Hello ladies and gents this is the Viking telling you that today we are talking about
BREAD
Bread was central to the formation of early human societies. From the Fertile Crescent, where wheat was domesticated, cultivation spread north and west, to Europe and North Africa, and east towards East Asia. This in turn led to the formation of towns, as opposed to the nomadic lifestyle, and gave rise to more and more sophisticated forms of societal organization. Similar developments occurred in the Americas with maize and in Asia with rice.
Charred crumbs of a flatbread made by Natufian hunter-gatherers from wild wheat, wild barley and plant roots between 14,600 and 11,600 years ago have been found at the archaeological site of Shubayqa 1 in the Black Desert in Jordan, predating the earliest known making of bread from cultivated wheat by thousands of years. Grinding stones dated at 30,000 years old, possibly used for grinding grains and seeds into flour, have in recent years been unearthed in Australia and Europe, but there is no definitive evidence that these tools or their products were used for making breads.
Bread is otherwise strongly associated with agriculture. Wheat was domesticated in the Fertile Crescent. Bread is found in Neolithic sites in Turkey and Europe from around 9,100 years ago. Conical loaves of bread as grave goods exactly as laid out in the Great Tomb, North Necropolis, Gebelein, 5th Dynasty (Old Kingdom), 2435-2305 BC. Excavations by Ernesto Schiaparelli, 1911. Egyptian Museum, Turin, S. 14051-14055
There is extensive evidence of breadmaking in Ancient Egypt in the form of artistic depictions, remains of structures and items used in bread making, and remains of the dough and bread itself.
The most common source of leavening in antiquity was to retain a piece of dough (with sugar and water in) from the previous day to utilize as a form of sourdough starter. Pliny the Elder reported that the Gauls and Iberians used the foam skimmed from beer to produce "a lighter kind of bread than other peoples." Parts of the ancient world that drank wine instead of beer used a paste composed of grape must and flour that was allowed to begin fermenting, or wheat bran steeped in wine, as a source for yeast.
The idea of a free-standing oven that could be pre-heated, with a door for access, appears to have been Greek.
Even in antiquity there was a wide variety of breads. In ancient times the Greek bread was barley bread: Solon declared that wheaten bread might only be baked for feast days. By the 5th century BC bread could be purchased in Athens from a baker's shop, and in Rome, Greek bakers appeared in the 2nd century BC, as Hellenized Asia Minor was added to Roman dominion as the province of Asia; the foreign bakers of bread were permitted to form a collegium. In the Deipnosophistae, the author Athenaeus (c.A.D.170 – c. 230) describes some of the bread, cakes, and pastries available in the Classical world.
Among the breads mentioned are griddle cakes, honey-and-oil bread, mushroom-shaped loaves covered in poppy seeds, and the military specialty of rolls baked on a spit. The type and quality of flours used to produce bread could also vary, as noted by Diphilus when he declared "bread made of wheat, as compared with that made of barley, is more nourishing, more digestible, and in every way superior."
In order of merit, the bread made from refined flour comes first, after that bread from ordinary wheat, and then the unbolted, made of flour that has not been sifted." The essentiality of bread in the diet was reflected in the name for the rest of the meal: ópson, "condiment", i.e. bread's accompaniment, whatever it might be.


Retype everything in the listing, leaving each line exactly as it is.

#### RECORDS TO USE
::::
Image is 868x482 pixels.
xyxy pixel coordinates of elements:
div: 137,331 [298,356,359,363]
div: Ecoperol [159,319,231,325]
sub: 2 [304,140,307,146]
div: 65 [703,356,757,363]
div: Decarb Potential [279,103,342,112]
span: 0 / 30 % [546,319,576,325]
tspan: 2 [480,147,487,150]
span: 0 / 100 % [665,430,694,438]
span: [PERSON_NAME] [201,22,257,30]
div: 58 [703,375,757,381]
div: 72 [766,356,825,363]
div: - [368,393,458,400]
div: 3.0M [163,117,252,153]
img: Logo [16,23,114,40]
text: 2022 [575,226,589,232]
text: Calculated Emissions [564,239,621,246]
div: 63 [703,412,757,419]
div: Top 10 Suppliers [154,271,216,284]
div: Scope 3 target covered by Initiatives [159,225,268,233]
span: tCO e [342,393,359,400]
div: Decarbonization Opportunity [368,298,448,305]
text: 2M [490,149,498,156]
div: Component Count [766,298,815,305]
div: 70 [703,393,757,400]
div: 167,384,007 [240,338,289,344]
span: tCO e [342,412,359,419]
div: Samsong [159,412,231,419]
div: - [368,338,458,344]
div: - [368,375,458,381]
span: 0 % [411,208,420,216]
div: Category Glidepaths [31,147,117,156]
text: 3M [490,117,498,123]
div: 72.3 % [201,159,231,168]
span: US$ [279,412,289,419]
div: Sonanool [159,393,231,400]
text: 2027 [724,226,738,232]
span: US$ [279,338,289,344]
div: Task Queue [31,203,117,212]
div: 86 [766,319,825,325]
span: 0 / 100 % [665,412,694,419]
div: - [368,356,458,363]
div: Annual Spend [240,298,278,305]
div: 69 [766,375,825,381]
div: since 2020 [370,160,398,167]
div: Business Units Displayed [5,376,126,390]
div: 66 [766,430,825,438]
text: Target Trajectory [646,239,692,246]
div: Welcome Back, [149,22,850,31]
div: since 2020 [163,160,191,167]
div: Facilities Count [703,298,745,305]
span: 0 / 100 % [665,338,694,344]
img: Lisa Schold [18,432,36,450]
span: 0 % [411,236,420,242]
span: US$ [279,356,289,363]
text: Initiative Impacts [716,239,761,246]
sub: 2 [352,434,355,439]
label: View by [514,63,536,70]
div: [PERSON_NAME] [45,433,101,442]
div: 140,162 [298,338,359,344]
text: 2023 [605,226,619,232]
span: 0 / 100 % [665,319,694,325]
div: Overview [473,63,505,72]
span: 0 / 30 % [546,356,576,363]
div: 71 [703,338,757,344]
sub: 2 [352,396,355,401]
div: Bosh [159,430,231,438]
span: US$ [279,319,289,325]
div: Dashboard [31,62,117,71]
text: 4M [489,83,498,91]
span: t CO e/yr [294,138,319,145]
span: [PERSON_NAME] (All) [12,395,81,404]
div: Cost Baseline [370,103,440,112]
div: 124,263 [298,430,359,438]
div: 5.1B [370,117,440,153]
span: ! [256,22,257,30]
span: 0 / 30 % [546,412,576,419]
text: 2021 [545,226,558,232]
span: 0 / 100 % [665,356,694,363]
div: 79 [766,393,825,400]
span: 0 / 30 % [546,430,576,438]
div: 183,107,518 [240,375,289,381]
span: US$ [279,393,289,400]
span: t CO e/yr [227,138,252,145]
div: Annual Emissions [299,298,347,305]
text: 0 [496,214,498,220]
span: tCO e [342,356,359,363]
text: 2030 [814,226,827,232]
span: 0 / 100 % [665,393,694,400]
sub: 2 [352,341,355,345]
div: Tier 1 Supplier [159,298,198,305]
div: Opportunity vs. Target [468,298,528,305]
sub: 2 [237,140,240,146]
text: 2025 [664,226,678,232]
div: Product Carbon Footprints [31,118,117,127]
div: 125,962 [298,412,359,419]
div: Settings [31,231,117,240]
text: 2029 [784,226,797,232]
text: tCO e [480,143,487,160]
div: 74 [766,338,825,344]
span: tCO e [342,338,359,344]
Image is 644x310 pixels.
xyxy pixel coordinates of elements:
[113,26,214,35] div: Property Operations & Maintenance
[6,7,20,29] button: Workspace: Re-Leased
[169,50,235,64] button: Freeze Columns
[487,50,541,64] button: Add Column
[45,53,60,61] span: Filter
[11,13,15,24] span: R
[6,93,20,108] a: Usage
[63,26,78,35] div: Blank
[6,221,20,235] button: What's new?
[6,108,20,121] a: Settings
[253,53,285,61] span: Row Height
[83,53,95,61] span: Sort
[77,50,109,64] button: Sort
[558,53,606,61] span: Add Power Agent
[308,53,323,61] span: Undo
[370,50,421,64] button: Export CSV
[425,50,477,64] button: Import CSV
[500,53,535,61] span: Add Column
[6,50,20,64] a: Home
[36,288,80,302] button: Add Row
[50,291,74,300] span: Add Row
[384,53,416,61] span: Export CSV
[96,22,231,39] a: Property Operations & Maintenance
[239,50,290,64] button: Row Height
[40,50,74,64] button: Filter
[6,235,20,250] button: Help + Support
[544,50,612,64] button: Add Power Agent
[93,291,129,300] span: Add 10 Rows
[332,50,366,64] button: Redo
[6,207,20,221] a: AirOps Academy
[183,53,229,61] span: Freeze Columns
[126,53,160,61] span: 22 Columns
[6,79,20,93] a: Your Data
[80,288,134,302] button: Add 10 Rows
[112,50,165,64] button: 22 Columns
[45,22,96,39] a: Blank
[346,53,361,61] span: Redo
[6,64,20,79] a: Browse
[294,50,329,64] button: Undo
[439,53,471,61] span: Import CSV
::::
#### TASK SOLUTION
Image is 868x482 pixels.
xyxy pixel coordinates of elements:
div: 137,331 [298,356,359,363]
div: Ecoperol [159,319,231,325]
sub: 2 [304,140,307,146]
div: 65 [703,356,757,363]
div: Decarb Potential [279,103,342,112]
span: 0 / 30 % [546,319,576,325]
tspan: 2 [480,147,487,150]
span: 0 / 100 % [665,430,694,438]
span: [PERSON_NAME] [201,22,257,30]
div: 58 [703,375,757,381]
div: 72 [766,356,825,363]
div: - [368,393,458,400]
div: 3.0M [163,117,252,153]
img: Logo [16,23,114,40]
text: 2022 [575,226,589,232]
text: Calculated Emissions [564,239,621,246]
div: 63 [703,412,757,419]
div: Top 10 Suppliers [154,271,216,284]
div: Scope 3 target covered by Initiatives [159,225,268,233]
span: tCO e [342,393,359,400]
div: Decarbonization Opportunity [368,298,448,305]
text: 2M [490,149,498,156]
div: Component Count [766,298,815,305]
div: 70 [703,393,757,400]
div: 167,384,007 [240,338,289,344]
span: tCO e [342,412,359,419]
div: Samsong [159,412,231,419]
div: - [368,338,458,344]
div: - [368,375,458,381]
span: 0 % [411,208,420,216]
div: Category Glidepaths [31,147,117,156]
text: 3M [490,117,498,123]
div: 72.3 % [201,159,231,168]
span: US$ [279,412,289,419]
div: Sonanool [159,393,231,400]
text: 2027 [724,226,738,232]
span: US$ [279,338,289,344]
div: Task Queue [31,203,117,212]
div: 86 [766,319,825,325]
span: 0 / 100 % [665,412,694,419]
div: - [368,356,458,363]
div: Annual Spend [240,298,278,305]
div: 69 [766,375,825,381]
div: since 2020 [370,160,398,167]
div: Business Units Displayed [5,376,126,390]
div: 66 [766,430,825,438]
text: Target Trajectory [646,239,692,246]
div: Welcome Back, [149,22,850,31]
div: since 2020 [163,160,191,167]
div: Facilities Count [703,298,745,305]
span: 0 / 100 % [665,338,694,344]
img: Lisa Schold [18,432,36,450]
span: 0 % [411,236,420,242]
span: US$ [279,356,289,363]
text: Initiative Impacts [716,239,761,246]
sub: 2 [352,434,355,439]
label: View by [514,63,536,70]
div: [PERSON_NAME] [45,433,101,442]
div: 140,162 [298,338,359,344]
text: 2023 [605,226,619,232]
span: 0 / 100 % [665,319,694,325]
div: Overview [473,63,505,72]
span: 0 / 30 % [546,356,576,363]
div: 71 [703,338,757,344]
sub: 2 [352,396,355,401]
div: Bosh [159,430,231,438]
span: US$ [279,319,289,325]
div: Dashboard [31,62,117,71]
text: 4M [489,83,498,91]
span: t CO e/yr [294,138,319,145]
span: [PERSON_NAME] (All) [12,395,81,404]
div: Cost Baseline [370,103,440,112]
div: 124,263 [298,430,359,438]
div: 5.1B [370,117,440,153]
span: ! [256,22,257,30]
span: 0 / 30 % [546,412,576,419]
text: 2021 [545,226,558,232]
span: 0 / 100 % [665,356,694,363]
div: 79 [766,393,825,400]
span: 0 / 30 % [546,430,576,438]
div: 183,107,518 [240,375,289,381]
span: US$ [279,393,289,400]
span: t CO e/yr [227,138,252,145]
div: Annual Emissions [299,298,347,305]
text: 0 [496,214,498,220]
span: tCO e [342,356,359,363]
text: 2030 [814,226,827,232]
span: 0 / 100 % [665,393,694,400]
sub: 2 [352,341,355,345]
div: Tier 1 Supplier [159,298,198,305]
div: Opportunity vs. Target [468,298,528,305]
sub: 2 [237,140,240,146]
text: 2025 [664,226,678,232]
div: Product Carbon Footprints [31,118,117,127]
div: 125,962 [298,412,359,419]
div: Settings [31,231,117,240]
text: 2029 [784,226,797,232]
text: tCO e [480,143,487,160]
div: 74 [766,338,825,344]
span: tCO e [342,338,359,344]
Image is 644x310 pixels.
xyxy pixel coordinates of elements:
[113,26,214,35] div: Property Operations & Maintenance
[6,7,20,29] button: Workspace: Re-Leased
[169,50,235,64] button: Freeze Columns
[487,50,541,64] button: Add Column
[45,53,60,61] span: Filter
[11,13,15,24] span: R
[6,93,20,108] a: Usage
[63,26,78,35] div: Blank
[6,221,20,235] button: What's new?
[6,108,20,121] a: Settings
[253,53,285,61] span: Row Height
[83,53,95,61] span: Sort
[77,50,109,64] button: Sort
[558,53,606,61] span: Add Power Agent
[308,53,323,61] span: Undo
[370,50,421,64] button: Export CSV
[425,50,477,64] button: Import CSV
[500,53,535,61] span: Add Column
[6,50,20,64] a: Home
[36,288,80,302] button: Add Row
[50,291,74,300] span: Add Row
[384,53,416,61] span: Export CSV
[96,22,231,39] a: Property Operations & Maintenance
[239,50,290,64] button: Row Height
[40,50,74,64] button: Filter
[6,235,20,250] button: Help + Support
[544,50,612,64] button: Add Power Agent
[93,291,129,300] span: Add 10 Rows
[332,50,366,64] button: Redo
[6,207,20,221] a: AirOps Academy
[183,53,229,61] span: Freeze Columns
[126,53,160,61] span: 22 Columns
[6,79,20,93] a: Your Data
[80,288,134,302] button: Add 10 Rows
[112,50,165,64] button: 22 Columns
[45,22,96,39] a: Blank
[346,53,361,61] span: Redo
[6,64,20,79] a: Browse
[294,50,329,64] button: Undo
[439,53,471,61] span: Import CSV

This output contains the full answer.